Scientists from the Weizmann Institute of Science have made a significant breakthrough in harnessing stem cells to create transplant organs. In an interview, the lead researcher went as far as positing that the breakthrough could open doors to the regeneration of human cells.
Scientists from the Weizmann Institute have made a significant breakthrough in harnessing stem cells to create transplant organs “made to order”, the institute reported on Thursday. And in an interview, the lead researcher went as far as positing that the breakthrough could open doors to the regeneration of human cells, sperm creation, gene therapy research, as well as genetic engineering and cross-species DNA melding.

Weizmann Institute scientists take us one step closer toward creating transplant organs – Photo: GettyImages
According to the Institute, and a report in the medical journal Nature, one of the obstacles to employing human embryonic stem cells for medical use lies in their very promise: They are born to rapidly differentiate into other cell types. Until now, scientists have not been able to efficiently keep embryonic stem cells in their pristine stem state. The alternative that has been proposed to embryonic stem cells — reprogrammed adult cells called induced pluripotent stem cells (iPS cells) — have similar limitations. Though these can differentiate into many different cell types, they retain signs of “priming” — commitment to specific cell lineages.
A team at the Weizmann Institute of Science has now taken a large step toward removing that obstacle by creating iPS cells that are completely “reset” to the earliest possible state and have maintained them in that state. Among other things, this research may, in the future, pave the way toward the ability to grow transplant organs to order, the Institute said.
Since they were first created in 2006, iPS cells have been touted as an ethical and practical substitute for embryonic stem cells. They are made by inserting four genes into the genomes of such adult cells as skin cells. This turns back the developmental clock almost all the way — but not completely — to an embryonic-stem-cell-like state.

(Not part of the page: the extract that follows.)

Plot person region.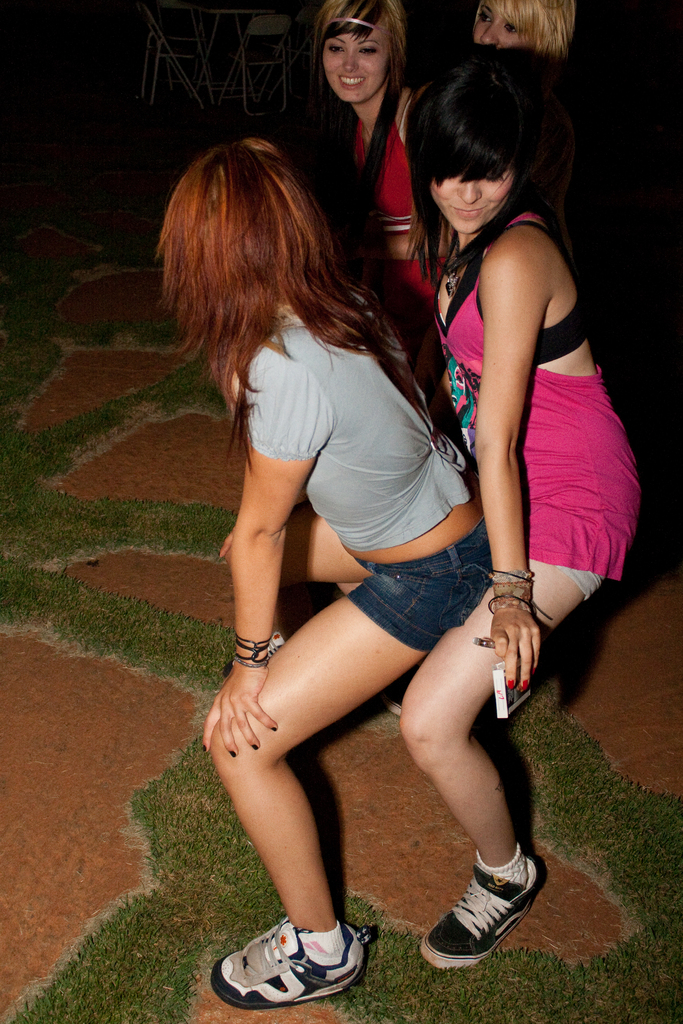
Plotted at 425,0,590,300.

Dr. Yaqub (Jacob) Hanna, principle investigator of the Weizmann Institute’s Molecular Genetics Department and his team’s breakthrough was in realizing that getting cells to revert into their near embryonic state was not enough. Maintaining the cells in the neutral “naive” state, before they differentiate into specific types of cells, was equally important. Hanna’s team developed a technique to preserve iPS cells in their “naive” state after observing the behavior of iPS cells in lab mice, which stayed in an undifferentiated state for much longer.

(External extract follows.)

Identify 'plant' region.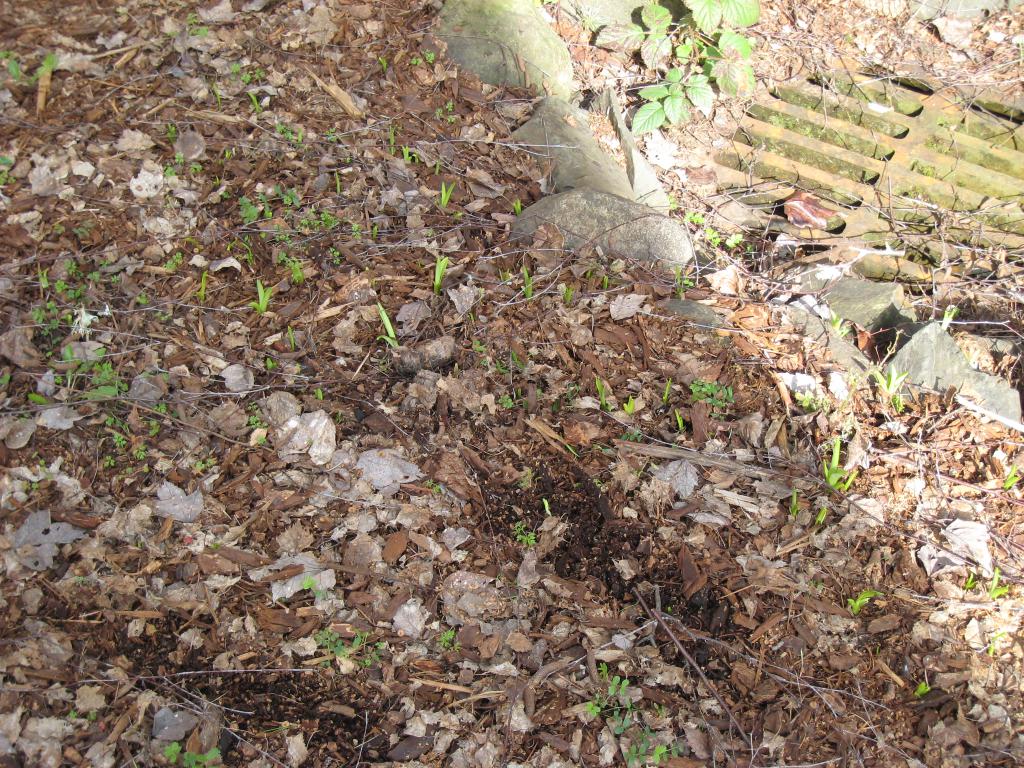
Region: [left=260, top=355, right=280, bottom=371].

“These cells correspond to the earliest stages of human embryonic stem cells that have been isolated. We managed to freeze what is essentially a very fleeting situation and to produce a new, naïve, pluripotent state in stem cells.” Hanna said.

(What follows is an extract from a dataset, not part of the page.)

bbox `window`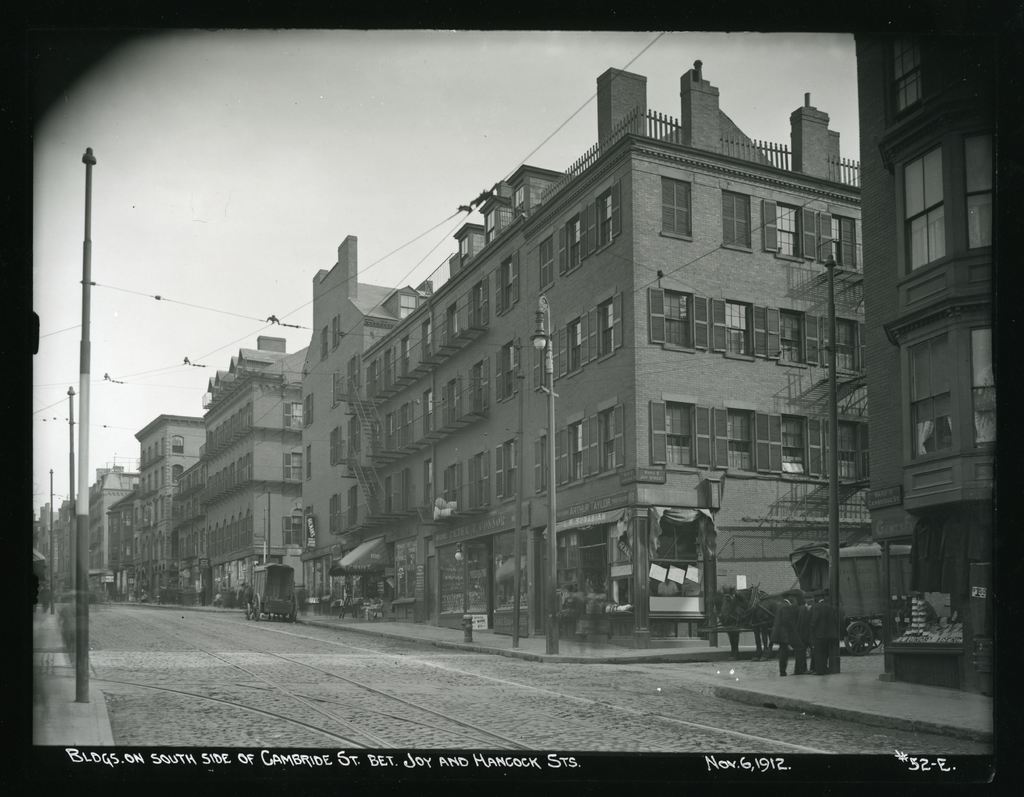
<bbox>468, 280, 495, 332</bbox>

In an interview, Hanna said, “When we grow the cells in the petri dish we don’t know if they’re maintaining their original state as in the embryo. This is what’s new: this is the first time that we can keep the cells in what we call the ‘naive configuration.’
“In some ways you could call this regeneration of cells. As we age, chromosome length gets shorter. But here the chromosomes go back to their original, natural length. We can also inject these “naive” cells into a host mouse embryo. We can let the embryo develop and we can see that there is chimerism [merging of tissues from multiple species] with the mouse tissue.
“I think we can definitely say that we have found the fountain of youth,” the molecular biologist tells this reporter, in a deadpan voice. “And I think our work is really optimizing completely this fountain of youth. And where this is going now is how to control these cells, to differentiate between specific cell type with great control and flexibility from our side.
“Let’s say that from a patient, you want to make liver cells. The challenge for us now is how to take these ‘naive’ cells and in the petri dish make a liver. Or, from our study, it starts creating the possibility that with these cells you may consider growing organs in other species. We don’t know if that works. There are a lot of ethical issues to consider. But we’ve put this on the table,” Hanna said.
Hanna has dedicated most of his life, and especially the last five years, to this kind of research. The scientific field will decide whether or not his breakthrough is significant or not. “Science is a meritocracy. I think this is very important and I’m working on this very, very hard.”
Hanna’s paper has been published in Nature, an important scientific journal. He thinks his research will spawn many new questions and research directions.
“What we are looking at now is how are the cells better differentiated into different cell types, and perhaps this will solve many of the previous problems, with particular emphasis on making, for example, sperm or blood cells.
“I think others will try to translate what we do with human cells with other species, other primates such as monkeys. There, for instance, you’d want to be able to make engineered animals,” Hanna adds.